Venison Andouille

A heavily smoked and highly spiced cajun sausage, typically used as an ingredient for other cajun dishes (like jambalaya, gumbo, or in a crawfish boil). Though you can certainly serve it as-is.

It is traditionally made from fatty pork, ground very coarse, stuffed into beef middles (which are over 2″ wide).

Venison poses a bit of a challenge for us, because if ground that coarse it could be a bit chewy, depending on the cut. I recommend grinding the venison through a 1/4″ plate (6 or 7 mm), and the pork & fat through a larger plate, like 1/2″ to 3/4″.

Bottom line, traditional pork Andouille is a very fatty sausage, about 30/70. Don’t skimp on the fat% of the last third of your meat or the result could be a dry, crumbly disappointment.

It is most traditional to stuff into beef middles, though it is not uncommon to stuff into hog casings and form them into bratwurst-size links.

You could instead form these into patties and freeze, though for smoke flavor you must add liquid smoke before the final mix. I’ve never done that, but the consensus on the intarwebs is to start with no more than 1 teaspoon of liquid smoke per 5 lbs of meat, then tweak up or down next time if you like. If you’re not smoking the sausage it is safe to skip the Instacure — but I think it adds a nice flavor.
Print Recipe
Venison Andouille Yum
Cuisine Cajun
Servings
lbs meat/fat
Ingredients
Base
Sautee
  • 1 Tbsp cooking oil — lard or clarified butter are best
  • 1 cup diced onion
  • 8 Tbsp minced garlic — This is a REALLY garlic-forward sausage, half a cup in 5 lbs.. Reduce if that's not what you're looking for.
Dry Ingredients
Cuisine Cajun
Servings
lbs meat/fat
Ingredients
Base
Sautee
  • 1 Tbsp cooking oil — lard or clarified butter are best
  • 1 cup diced onion
  • 8 Tbsp minced garlic — This is a REALLY garlic-forward sausage, half a cup in 5 lbs.. Reduce if that's not what you're looking for.
Dry Ingredients
Instructions
  1. Sautee onions in oil/fat until they are soft, translucent and slightly browned on the edges. Toss in garlic just to heat, then chill well.
  2. While the onions are cooking, soak casings in warm water.
  3. If any of your dry ingredients are whole spices, toast and grind them (likely suspects at the top of the dry ingredients list).
  4. Mix all dry ingredients together.
  5. Cut the meat and fat into cubes and mix with the dry and sauteed ingredients. Stage in freezer until stiff but not fully frozen -- about half an hour. Stage the grinder parts in the freezer also.
  6. Grind the meat through a 1/2" (12mm) plate. Some folks may prefer a less coarse sausage, or a mix of fine and coarse. Fry up a small piece to taste test, especially to be sure you don't need a little more salt
  7. .Mix in your preferred liquid, and return to freezer another half hour or so.
  8. Mix the sausage by hand or in a mixer until it starts to turn tacky. If it looks too stiff to stuff (fun to say!) add more ice-cold liquid and mixing until you get the right consistency.
  9. Stuff the casings, then form into links. Expect some "exploders". You prevent them by stuffing a little on the loose side, so when you link them the extra pressure brings them up to proper firmness. Otherwise, the pressure can exceed the strength of the casing, thus "exploders". It's a matter of touch. Cut out the exploders and return their meat to the stuffer and re-stuff.
  10. When you're done, don't forget the bit left in the stuffer — which must be immediately formed into a patty, fried, and presented to the kitchen boss as a scooby snack.
  11. Hang sausages to dry. 1-2 hours at room temp, up to overnight if 33°F - 40°F. Go over them with a clean sausage pricker to release any air bubbles.
  12. Apply smoke and cook under low/medium heat (~175-200°F) until internal temp hits 160°F - no higher. Any 50/50 mix of fruitwood and nutwood is good for smoke, but serious andouille is smoked over a mix of pecan and sugar cane.
  13. Immediately chill in an ice bath, then dry and hang to bloom for a couple of hours. Then fully chill and package. Freeze any that won't be eaten in the next week or two.
Recipe Notes

This recipe presumes the meat mix is 2/3rds lean game, and 1/3rd fatty pork. It is very important not to skimp on how much fat is in the pork. If the pork is at all lean, replace some if it with fatback or fatty pork belly.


* _WHAT TO PRODUCE_:
Starting at the top of the entries below, set down every line exactly, please, until you reach the line with "The image size is (283, 505).", which is included too.

* _Collected data_:
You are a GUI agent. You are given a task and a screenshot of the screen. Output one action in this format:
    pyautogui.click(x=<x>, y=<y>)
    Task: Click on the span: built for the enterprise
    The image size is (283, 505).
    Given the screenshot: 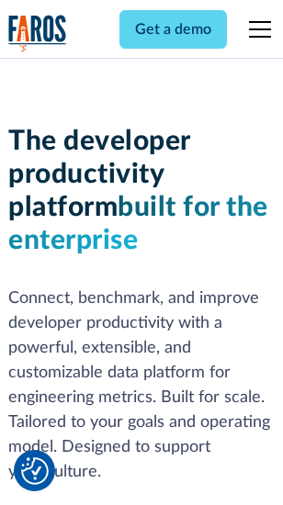 What is the action you would take?
    pyautogui.click(x=138, y=224)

* _EXERCISE RESPONSE_:
You are a GUI agent. You are given a task and a screenshot of the screen. Output one action in this format:
    pyautogui.click(x=<x>, y=<y>)
    Task: Click on the span: built for the enterprise
    The image size is (283, 505).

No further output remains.